'You can't do that!' Delia Alford stated categorically.
'It's all I know,' Yancie confessed.
'Nonsense!' her aunt declared stoutly. `You can drive, and you can…'
'There's a driving job vacant at Addison Kirk,' Greville chipped in, and halted when both his mother and cousin looked at him. `But you wouldn't want to do that…'
'Oh, yes, I would!' Yancie jumped at the chance.
'Hey! I wasn't serious!' Greville protested.
'I am,' Yancie answered.
'I'm not sure they want a woman driver…' he began to prevaricate. Though when his two female relatives looked at him askance he had the grace to grin as he conceded, `But, perhaps, in these times of equal opportunities, it's time they had one.'
Greville then went on to outline how one of the senior drivers had retired at the end of December and how his replacement hadn't stayed in the job longer than a week, and Aunt Delia beamed. She was very proud of her son; he, as his father had been before him, was on the hoard of Addison Kirk.
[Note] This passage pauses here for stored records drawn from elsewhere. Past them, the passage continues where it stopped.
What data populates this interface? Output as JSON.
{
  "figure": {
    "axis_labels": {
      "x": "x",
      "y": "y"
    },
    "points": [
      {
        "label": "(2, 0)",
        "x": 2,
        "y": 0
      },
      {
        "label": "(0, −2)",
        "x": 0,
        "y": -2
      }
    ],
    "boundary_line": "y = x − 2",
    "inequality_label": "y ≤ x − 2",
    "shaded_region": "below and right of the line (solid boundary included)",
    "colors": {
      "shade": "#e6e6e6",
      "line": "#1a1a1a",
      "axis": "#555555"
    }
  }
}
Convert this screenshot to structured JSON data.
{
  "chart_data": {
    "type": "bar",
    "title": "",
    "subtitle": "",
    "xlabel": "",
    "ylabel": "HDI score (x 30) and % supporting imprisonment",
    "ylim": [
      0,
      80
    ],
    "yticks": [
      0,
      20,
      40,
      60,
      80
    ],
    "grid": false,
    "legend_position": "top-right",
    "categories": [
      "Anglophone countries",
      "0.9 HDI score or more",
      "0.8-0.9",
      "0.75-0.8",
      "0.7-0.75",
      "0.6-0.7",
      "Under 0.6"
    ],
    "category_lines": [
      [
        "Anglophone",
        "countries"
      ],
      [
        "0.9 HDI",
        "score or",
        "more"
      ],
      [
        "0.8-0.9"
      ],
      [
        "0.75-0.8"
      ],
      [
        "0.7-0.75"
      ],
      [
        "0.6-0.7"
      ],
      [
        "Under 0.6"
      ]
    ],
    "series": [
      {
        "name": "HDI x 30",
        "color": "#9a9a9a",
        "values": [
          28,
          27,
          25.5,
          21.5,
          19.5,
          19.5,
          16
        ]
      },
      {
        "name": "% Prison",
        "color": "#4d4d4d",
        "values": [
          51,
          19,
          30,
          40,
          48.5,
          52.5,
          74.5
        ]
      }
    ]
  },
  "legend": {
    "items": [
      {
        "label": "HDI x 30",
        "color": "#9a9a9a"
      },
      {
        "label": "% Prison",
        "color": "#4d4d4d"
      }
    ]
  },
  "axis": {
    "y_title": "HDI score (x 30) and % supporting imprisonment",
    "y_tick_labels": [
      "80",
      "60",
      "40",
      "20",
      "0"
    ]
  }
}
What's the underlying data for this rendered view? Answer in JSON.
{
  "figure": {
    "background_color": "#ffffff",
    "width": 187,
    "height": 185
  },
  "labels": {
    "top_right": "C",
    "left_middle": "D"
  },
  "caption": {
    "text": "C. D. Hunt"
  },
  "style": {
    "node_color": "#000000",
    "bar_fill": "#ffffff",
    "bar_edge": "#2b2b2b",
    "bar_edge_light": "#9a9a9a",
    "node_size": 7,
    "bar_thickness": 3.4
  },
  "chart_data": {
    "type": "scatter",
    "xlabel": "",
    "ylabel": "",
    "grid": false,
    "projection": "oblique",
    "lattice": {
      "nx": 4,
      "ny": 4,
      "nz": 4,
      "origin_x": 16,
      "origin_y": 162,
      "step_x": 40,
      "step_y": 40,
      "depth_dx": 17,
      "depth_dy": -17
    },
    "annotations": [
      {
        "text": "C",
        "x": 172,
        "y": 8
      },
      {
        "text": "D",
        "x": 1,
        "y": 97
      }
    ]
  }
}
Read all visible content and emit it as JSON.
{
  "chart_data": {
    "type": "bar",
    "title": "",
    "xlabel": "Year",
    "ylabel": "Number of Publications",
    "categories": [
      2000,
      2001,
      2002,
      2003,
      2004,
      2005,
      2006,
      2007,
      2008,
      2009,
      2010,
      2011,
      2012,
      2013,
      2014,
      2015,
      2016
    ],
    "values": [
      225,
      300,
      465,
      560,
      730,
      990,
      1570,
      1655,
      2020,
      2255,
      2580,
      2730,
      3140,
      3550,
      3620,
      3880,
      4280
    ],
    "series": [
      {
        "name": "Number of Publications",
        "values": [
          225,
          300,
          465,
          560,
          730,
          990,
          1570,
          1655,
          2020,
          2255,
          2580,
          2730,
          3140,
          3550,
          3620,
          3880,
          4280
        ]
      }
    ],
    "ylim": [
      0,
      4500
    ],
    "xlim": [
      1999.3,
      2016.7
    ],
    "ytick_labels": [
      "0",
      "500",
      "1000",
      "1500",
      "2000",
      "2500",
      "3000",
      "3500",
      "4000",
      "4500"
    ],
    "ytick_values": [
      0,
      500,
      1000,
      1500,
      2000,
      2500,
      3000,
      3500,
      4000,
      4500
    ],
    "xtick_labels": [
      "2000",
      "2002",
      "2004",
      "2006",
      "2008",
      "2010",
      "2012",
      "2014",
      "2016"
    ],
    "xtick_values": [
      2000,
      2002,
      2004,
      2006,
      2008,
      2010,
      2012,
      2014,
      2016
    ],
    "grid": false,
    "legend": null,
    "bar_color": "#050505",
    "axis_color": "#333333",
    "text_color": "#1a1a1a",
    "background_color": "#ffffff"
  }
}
'That's settled, then,' she stated, and, smiling at her son, she added, `What's the point of you being on the board if you can't give your little cousin a helping hand?'
His `little cousin' was five feet eight, but as she looked uncertainly at him so he too smiled. `Indeed,' he agreed, `what point?'
And so, after the formality of an interview the outcome of which she knew in advance Yancie had got the job. As to the politics of the matter, Greville had instructed the head of personnel to make no written mention of his interest, and Greville-while certain his cousin would fare well with her fellow workers-had suggested to her that it might be an idea not to mention that she had obtained the job through him.
'In fact,' he'd smiled, `it might be an idea if you didn't mention the family connection at all.'
So she hadn't, and inside a few weeks she had gone from not having a car to drive to having a Mercedes, a Jaguar and any number of other cars in which to visit her friends.